Secondary scholarship on ancient performance techniques provides valuable context for the reception of these texts in their original context and throughout history (Hall, Wrigley; McLeish; Csapo; Russo; Slater). While turning an eye to the theatricality of these plays lends richness and depth to the written text (see especially Slater), I have found that even such performance-based approaches do little to prepare potential theatre-makers and audiences. In this paper, I describe a university workshop offered in conjunction with a theatre-history seminar on Aristophanes. This workshop brought together a group of non-Classics and non-theatre students to read, discuss, and re-imagine Aristophanes’ Assemblywomen. With graduate students from the Theatre and Classics programs, the ensemble analyzed and developed concepts for two scenes within the play. By staging scenes rather than the entirety of the play, the ensemble was able to work with two very different adaptation strategies within the same play—one translating topical references into contemporary ones and one sticking very closely to the original text but drawing stylistic inspiration from contemporary comedic tropes.
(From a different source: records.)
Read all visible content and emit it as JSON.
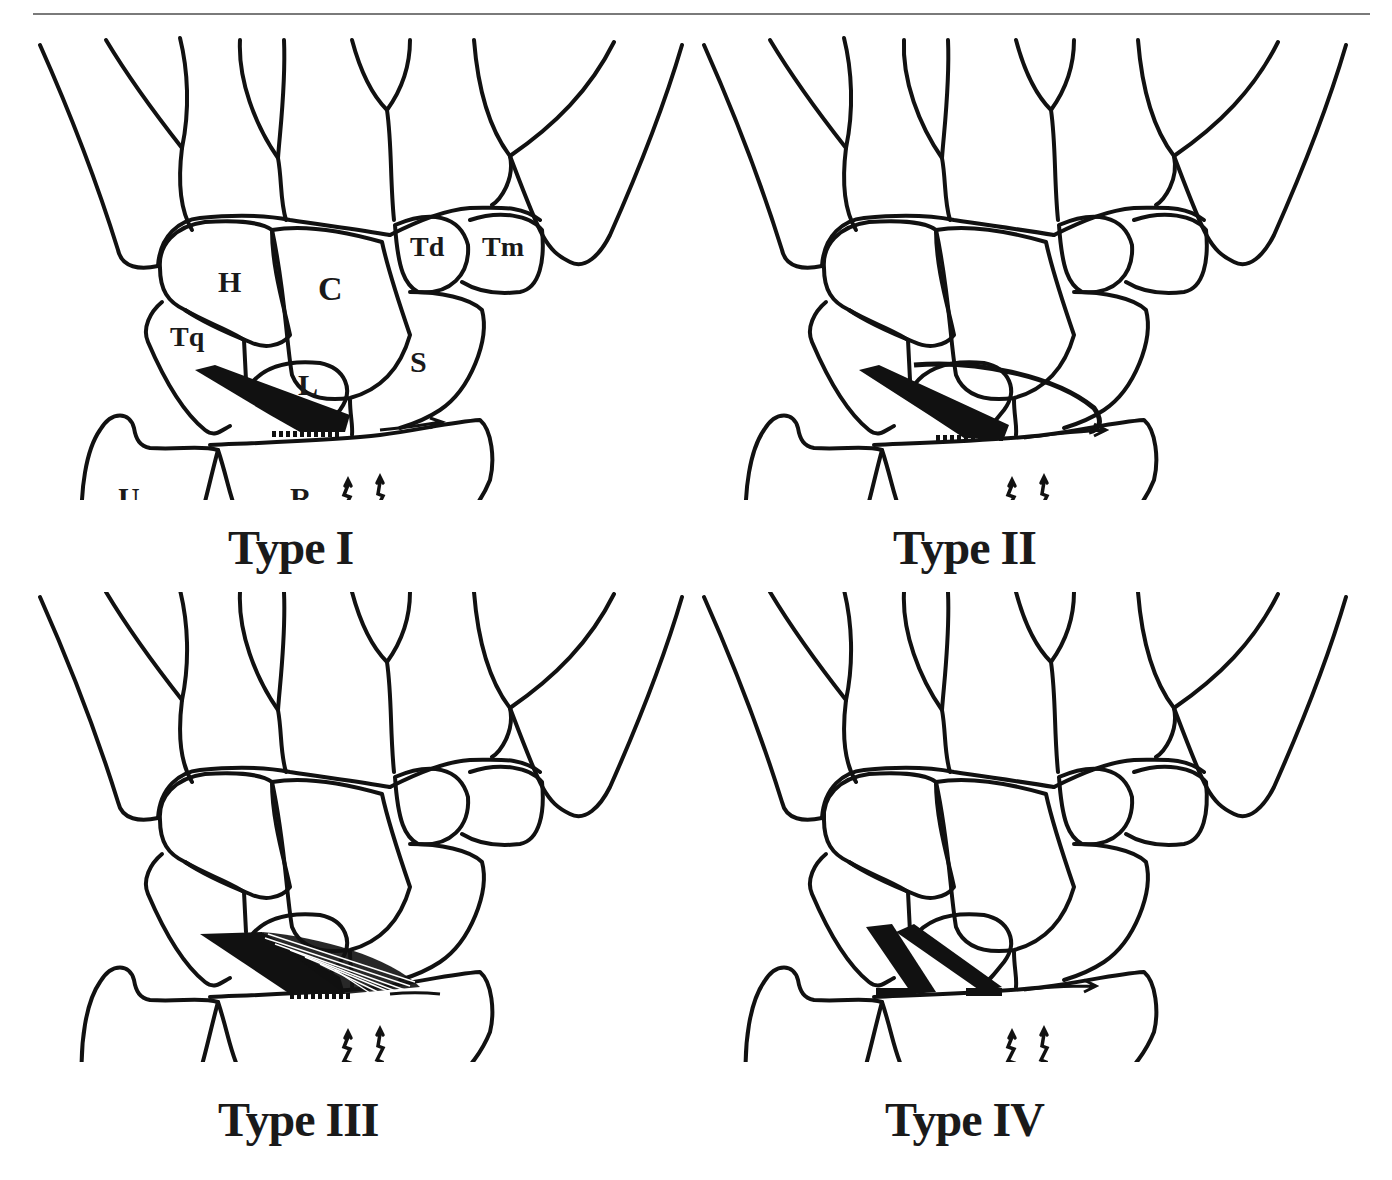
{
  "figure": {
    "panels": [
      {
        "id": "type-1",
        "caption": "Type I",
        "labels": {
          "H": "H",
          "C": "C",
          "Td": "Td",
          "Tm": "Tm",
          "Tq": "Tq",
          "L": "L",
          "S": "S",
          "U": "U",
          "R": "R"
        }
      },
      {
        "id": "type-2",
        "caption": "Type II"
      },
      {
        "id": "type-3",
        "caption": "Type III"
      },
      {
        "id": "type-4",
        "caption": "Type IV"
      }
    ],
    "colors": {
      "line": "#111111",
      "background": "#ffffff",
      "rule": "#7a7a7a"
    }
  }
}
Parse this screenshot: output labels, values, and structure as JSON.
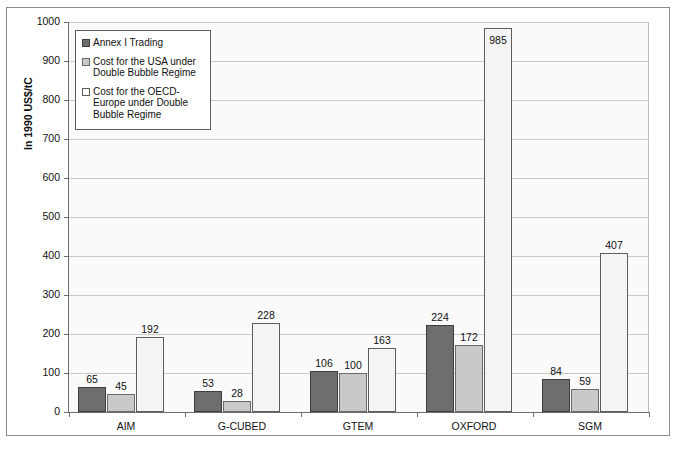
{
  "chart_data": {
    "type": "bar",
    "title": "",
    "xlabel": "",
    "ylabel": "In 1990 US$/tC",
    "ylim": [
      0,
      1000
    ],
    "ytick_step": 100,
    "yticks": [
      "0",
      "100",
      "200",
      "300",
      "400",
      "500",
      "600",
      "700",
      "800",
      "900",
      "1000"
    ],
    "grid": true,
    "legend_position": "top-left-inside",
    "categories": [
      "AIM",
      "G-CUBED",
      "GTEM",
      "OXFORD",
      "SGM"
    ],
    "series": [
      {
        "name": "Annex I Trading",
        "color": "#6e6e6e",
        "values": [
          65,
          53,
          106,
          224,
          84
        ]
      },
      {
        "name": "Cost for the USA under Double Bubble Regime",
        "color": "#c9c9c9",
        "values": [
          45,
          28,
          100,
          172,
          59
        ]
      },
      {
        "name": "Cost for the OECD-Europe under Double Bubble Regime",
        "color": "#f4f4f4",
        "values": [
          192,
          228,
          163,
          985,
          407
        ]
      }
    ],
    "data_labels": [
      [
        "65",
        "45",
        "192"
      ],
      [
        "53",
        "28",
        "228"
      ],
      [
        "106",
        "100",
        "163"
      ],
      [
        "224",
        "172",
        "985"
      ],
      [
        "84",
        "59",
        "407"
      ]
    ]
  },
  "legend": {
    "entries": [
      {
        "label": "Annex I Trading",
        "swatch": "dark-gray"
      },
      {
        "label": "Cost for the USA under Double Bubble Regime",
        "swatch": "light-gray"
      },
      {
        "label": "Cost for the OECD-Europe under Double Bubble Regime",
        "swatch": "white"
      }
    ]
  },
  "axis": {
    "y_title": "In 1990 US$/tC"
  }
}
The latter scene imagined Praxagora as Parks and Recreation’s Leslie Knope, a bouncy bureaucrat accompanied by a large pad of nonsense statistics and figures; the former spent much time discussing the contemporary valence of charges of effeminacy. Are these jokes potent or offensive? Who should stand for Kleisthenes? (Justin Bieber.) A third exercise used performance to begin to answer another critical question: would the audience be aware of the male bodies of the performers or would the female characters read as credibly female within the world of the play? Ultimately unknowable questions about audience reception in the ancient context took on new charge in the rehearsal space. Circular debates, for example, over the female comic costume that might be pejoratively called “academic” were ignited by pragmatic choices made by a male actor to don a woman’s costume in a spirit of stereotyped burlesque or credible realism. Male students performed the opening scene in shapeless “housewife” caftans and sequined mini-dresses. The playful space of the theatre allows students not only to see both sides of the argument, but to try both on.